Young worried woman with empty piggy bank
iStock

Canada’s main political parties say they are putting your pocketbook at the top of their agendas, with varying promises to help make everything from housing to food to mobile phone bills more affordable.

Affordability was already a concern for many Canadians before the pandemic hit, but Covid-19 lockdowns and supply-chain constraints exacerbated many of the existing problems.

That is particularly the case for a housing market made ever hotter by a pandemic that drove more Canadians to want bigger homes and bigger yards, which expanded housing demand issues from mostly big cities to suburbs and even many parts of rural Canada, too.

Inflation in July hit 3.7%, the highest annual increase in more than a decade, driven in part by hikes in the prices of gas and food. Those costs are in part being driven by reopening of economies driving up demand, and ongoing supply-chain constraints.

But Statistics Canada’s housing replacement cost index, which is tied to the cost of building a new home, was one of the biggest drivers. It rose almost 14%, the highest increase since 1987.

The Canadian Real Estate Association said the average price of buying a house jumped almost 26% between June 2020 and June 2021.

“There is a cost of living crisis in Canada right now,” Conservative Leader Erin O’Toole says in an ad he posted Tuesday to Twitter.

Experts across Canada point to supply constraints as the main driver of housing costs, and it’s a problem that is years in the making.

“My take is that there has been less-than-adequate housing construction over the past five decades,” said Murtaza Haider, a professor of real estate management at Ryerson University in Toronto.

All three main national parties have now pushed out promises to try to restrict foreign buyers from purchasing housing in Canada — the NDP plan a 20% tax on housing purchases by non-Canadians or permanent residents, while both the Liberals and Conservatives plan some type of ban on new foreign ownership for two years.

To build more housing the NDP promised 500,000 new “affordable” homes built in 10 years, the Conservatives say they’ll get one million new homes built in just three years, while the Liberals said they will “build, preserve, or repair” 1.4 million homes in four years.

None of the parties provided many specifics on how they intend to do it, and Haider is skeptical there can be a rush to massively increase new home builds in the next year or two as building material shortages continue, not enough trained tradespeople are available to do the work, and there is no sign demand will let up.

Haider said all three levels of government have to join forces to solve this one because there are barriers created by municipal, provincial and federal policies. That includes lengthy and complicated zoning issues, provincial development policies and federal government interest rate policies.

Haider said he is intrigued by the Conservatives’ promise to allow developers who sell existing rentals to defer capital gains taxes if they reinvest the profits to build new rentals. Construction of rental units is a particular problem in Canada’s housing affordability issue, he said.

Related to housing costs, the federal Liberals announced Tuesday that they would, if elected, introduce a First Home Savings Account, combining features of an RRSP and a TFSA, to help young Canadians build a downpayment faster. They would also double the First-Time Home Buyers’ Tax Credit.

The parties aren’t just going after housing costs, though.

NDP Leader Jagmeet Singh, campaigning Wednesday in Windsor, said he would help ease affordability anxiety by forcing mobile phone companies to cut consumer rates.

Singh didn’t say how that could happen indicating only it can be done if a government is courageous enough to “stand up to” telecom giants.

Singh said Trudeau promised to cut cellphone bills by 25% in the 2019 election, and instead Singh said prices have gone up. The Liberals say they’re making progress on it.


**The task:** The listing below is to be duplicated exactly, with every picture omitted.

**Supplied records:**
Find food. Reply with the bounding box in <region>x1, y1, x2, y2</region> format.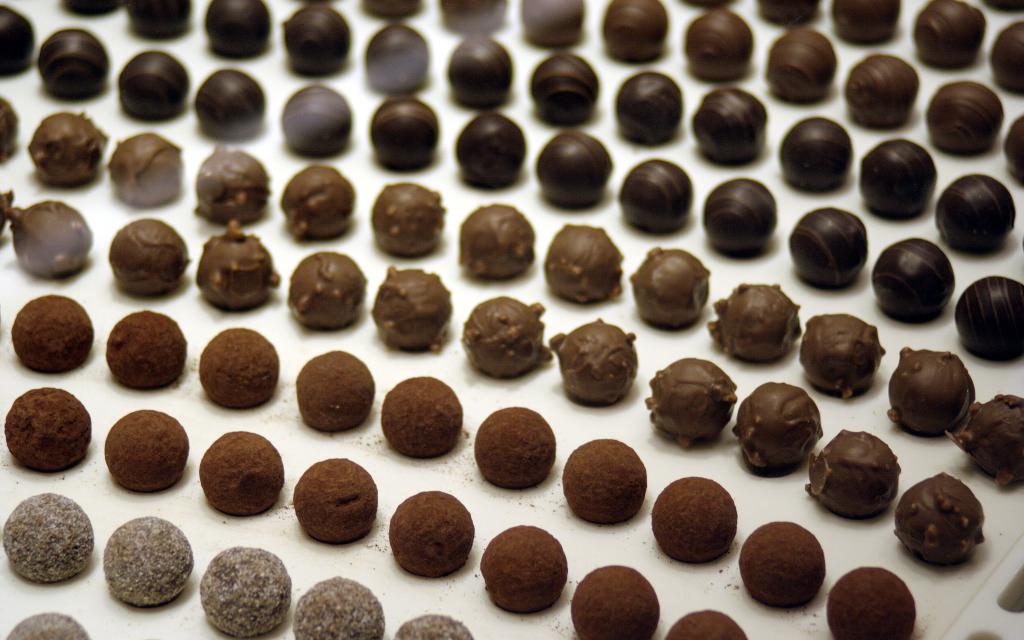
<region>110, 136, 184, 205</region>.
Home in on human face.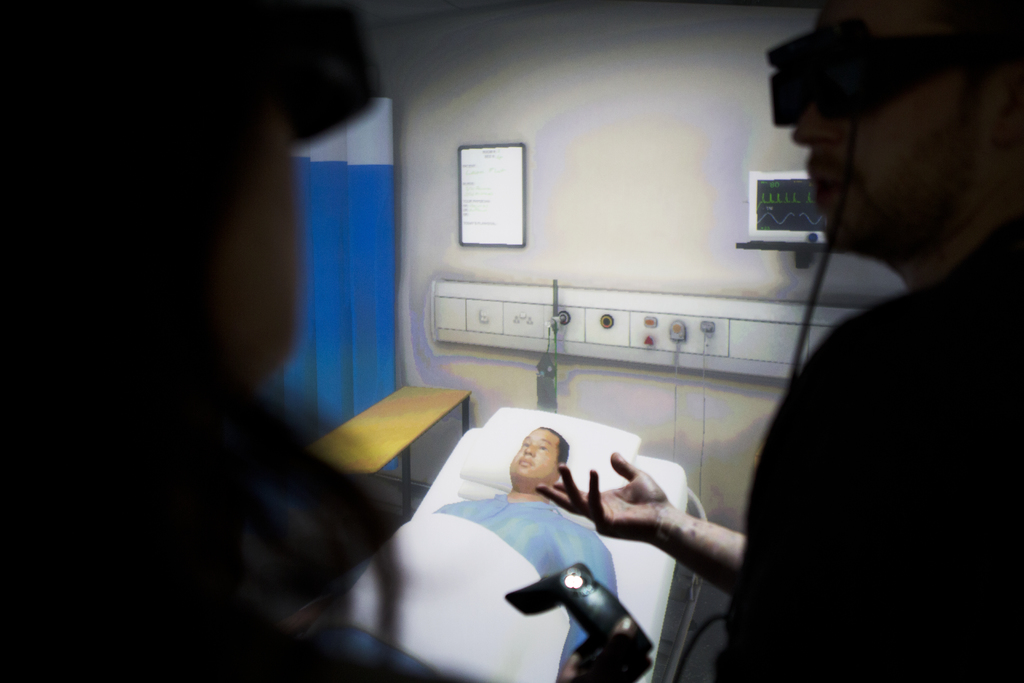
Homed in at {"x1": 793, "y1": 3, "x2": 1005, "y2": 248}.
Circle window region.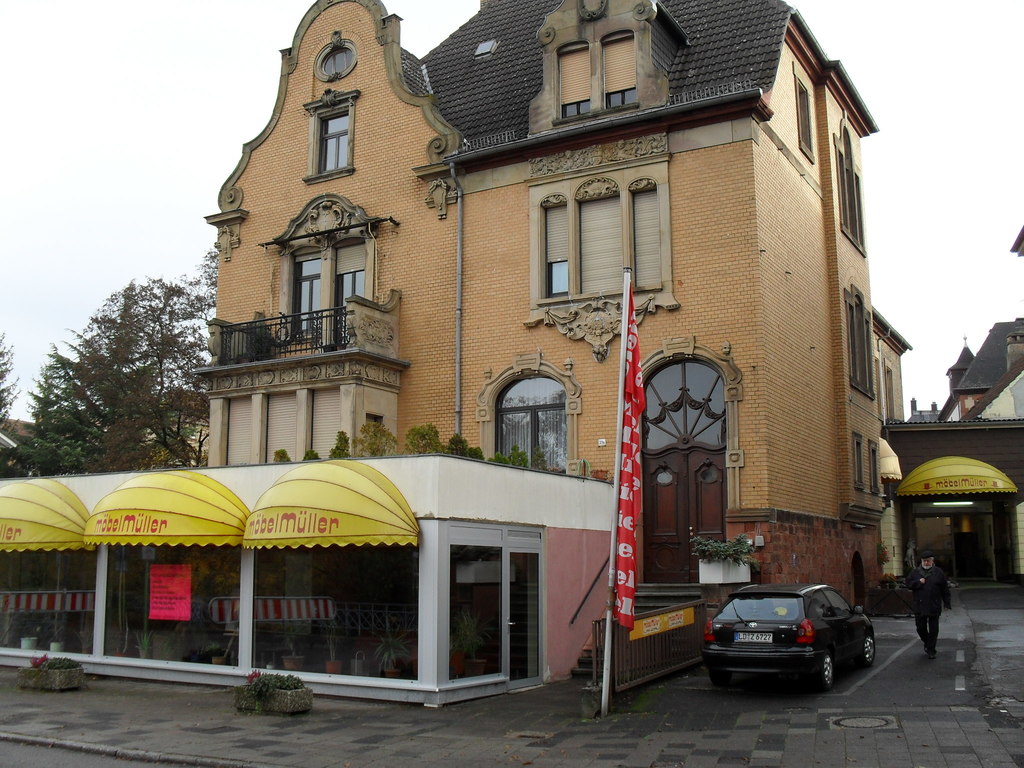
Region: {"left": 524, "top": 163, "right": 670, "bottom": 307}.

**Response to this exercise:**
Find food. Reply with the bounding box in <region>x1, y1, x2, y2</region> format.
<region>110, 136, 184, 205</region>.
Home in on human face.
Homed in at {"x1": 793, "y1": 3, "x2": 1005, "y2": 248}.
Circle window region.
Region: {"left": 524, "top": 163, "right": 670, "bottom": 307}.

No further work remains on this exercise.